Still, you ask. “Do you think she hates me?”
“I don’t think she could ever hate you, Y/N,” he says, voice tender and sincere, trying his hardest to fight the battle with you, to hold you up when you’re falling.
“I think that one day, she will grow up and she will understand. She will get why you did what you did,” he hums, eyes still sternly glued to the road ahead of him, “she will understand that you did it for her.”
Swallowing hard, for you feel like there’s a lump in your throat, you nod and look back outside of the window. This is something you’re going to need more time to get through, but this is a start– this is something. You have someone that understands. You have someone who shares the burden. 
“Thanks,” you whisper. 
The lampposts blur behind the glass with the speed you’re going at, your surroundings unfamiliar and strange to you. You don’t really know where you are or where you’re heading to– you let Changmin handle that side of the planning, since you don't really care where you’re gonna end up– but the hills and forests cornering the right side of the landscape make you feel strangely at peace. You must be far, far away from Seoul right now. Maybe you’re heading north. You don’t really mind. Maybe you don’t really care.
“How did you even get this car, by the way?” you ask, turning your head back to the boy in the driver’s seat.
“Oh, this?” he snickers, shrugging. “I know a guy. We used to be friends when he lived at the foster home. He aged out of the system like three years ago, but he knows a guy who knows a guy, and he just so coincidentally had this old thing laying around, so I figured we could use it for some time,” he says, nodding to himself. 

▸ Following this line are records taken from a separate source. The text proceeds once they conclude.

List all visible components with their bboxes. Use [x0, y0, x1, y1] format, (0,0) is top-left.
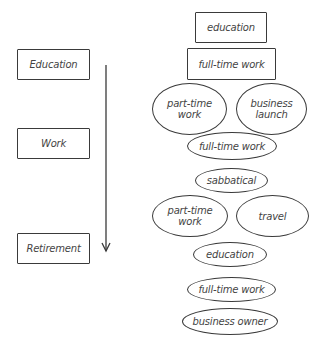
- path-label: education: [206, 249, 254, 260]
- path-full-time-work-ellipse-2: full-time work: [187, 277, 276, 302]
- path-full-time-work-ellipse: full-time work: [187, 132, 277, 160]
- path-label: business launch: [248, 98, 296, 120]
- path-label: travel: [259, 211, 287, 222]
- path-label: business owner: [193, 316, 268, 327]
- timeline-arrow-icon: [0, 0, 325, 354]
- path-education-ellipse: education: [193, 242, 267, 267]
- path-label: full-time work: [199, 141, 265, 152]
- path-education-box: education: [195, 12, 267, 43]
- path-label: full-time work: [198, 59, 264, 70]
- path-sabbatical-ellipse: sabbatical: [195, 168, 268, 193]
- path-label: part-time work: [165, 98, 215, 120]
- life-stages-diagram: Education Work Retirement education full…: [0, 0, 325, 354]
- path-business-launch-ellipse: business launch: [236, 83, 307, 135]
- path-business-owner-ellipse: business owner: [182, 308, 278, 335]
- path-label: sabbatical: [207, 175, 256, 186]
- path-label: part-time work: [165, 205, 215, 227]
- path-label: full-time work: [198, 284, 264, 295]
- path-part-time-work-ellipse-2: part-time work: [152, 195, 228, 237]
- path-part-time-work-ellipse: part-time work: [152, 83, 227, 135]
- path-label: education: [207, 22, 255, 33]
- path-full-time-work-box: full-time work: [187, 48, 276, 80]
- path-travel-ellipse: travel: [236, 195, 309, 237]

Shaking your head in disbelief, you wonder just how far connections can take you in the world. It’s not quite as easy as if you were born to a rich businessman, per se, but you’ll take the off-handed nepotism of the underground world, if it makes your life go smoother– just for the time being, at least. 
“Do you even have a license?” you ask.
“No,” he shakes his head. “But nobody has to know that–”

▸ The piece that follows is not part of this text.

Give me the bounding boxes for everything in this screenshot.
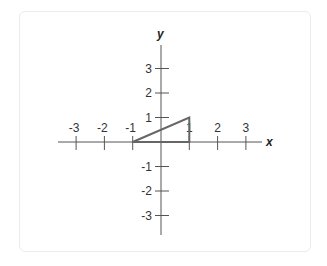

“Changmin!” you exclaim, terror shaking with your body.
“You really thought I was allowed to drive a car when you got into the vehicle, Y/N? Come on, I’m a foster kid. Do you really think anyone paid for my license?” he laughs, eyes darting to your figure momentarily, forming moon crescents when he notices the look on your face. “My friend taught me how to drive, though! He got adopted a few months ago, a super rich family– can’t say I’m not jealous, but that’s a story for another time–” he hums casually, as if it’s not a big deal, “and they bought him a car. Anyways, we stayed in contact and he let me try it at this empty parking lot, you know, where the abandoned factory is? And–”

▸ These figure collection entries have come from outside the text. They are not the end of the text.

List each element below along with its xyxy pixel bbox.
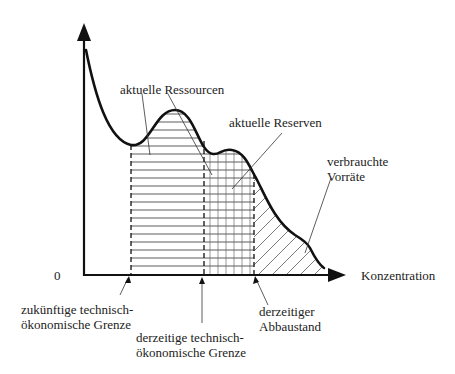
resource-diagram: 0 Konzentration aktuelle Ressourcen aktu… — [0, 0, 455, 374]
leader-consumed — [305, 178, 331, 253]
y-axis-arrow-icon — [77, 23, 91, 41]
consumed-label-line1: verbrauchte — [327, 154, 389, 169]
current-extraction-label-line1: derzeitiger — [259, 304, 315, 319]
origin-label: 0 — [54, 268, 61, 283]
future-limit-label-line1: zukünftige technisch- — [21, 302, 133, 317]
current-extraction-label-line2: Abbaustand — [259, 319, 322, 334]
leader-resources-2 — [168, 94, 212, 175]
current-limit-label-line2: ökonomische Grenze — [136, 345, 246, 360]
consumed-label-line2: Vorräte — [327, 169, 365, 184]
leader-current-extraction — [256, 279, 268, 305]
reserves-vertical-hatch — [210, 140, 250, 275]
current-limit-pointer-icon — [199, 277, 205, 284]
future-limit-label-line2: ökonomische Grenze — [21, 317, 131, 332]
x-axis-label: Konzentration — [361, 268, 436, 283]
resources-label: aktuelle Ressourcen — [120, 82, 225, 97]
x-axis-arrow-icon — [328, 268, 346, 282]
resources-horizontal-hatch — [131, 114, 254, 266]
future-limit-pointer-icon — [125, 276, 131, 283]
current-limit-label-line1: derzeitige technisch- — [136, 330, 244, 345]
reserves-label: aktuelle Reserven — [229, 115, 322, 130]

Watching him speak, arms flying around the air making him look like an animated character– going as far as comically noticing that the car is heading to the left by itself when the wheel is unoccupied, quickly taking ahold of it with both hands and trying to make it stay on the road– it’s like a weight is slowly being lifted off your shoulders. It all seems so ridiculous. Insane. Crazy. 
A laugh battles out of your throat. Changmin’s eyes meet with yours, a big smile spreading across his face. A dimple appears on his cheek, his essence contagious. 
Suddenly, you can do anything in the world. Nobody can stop you. You fought with your future. You changed the trajectory of your life. You helped your mother. You protected your sister.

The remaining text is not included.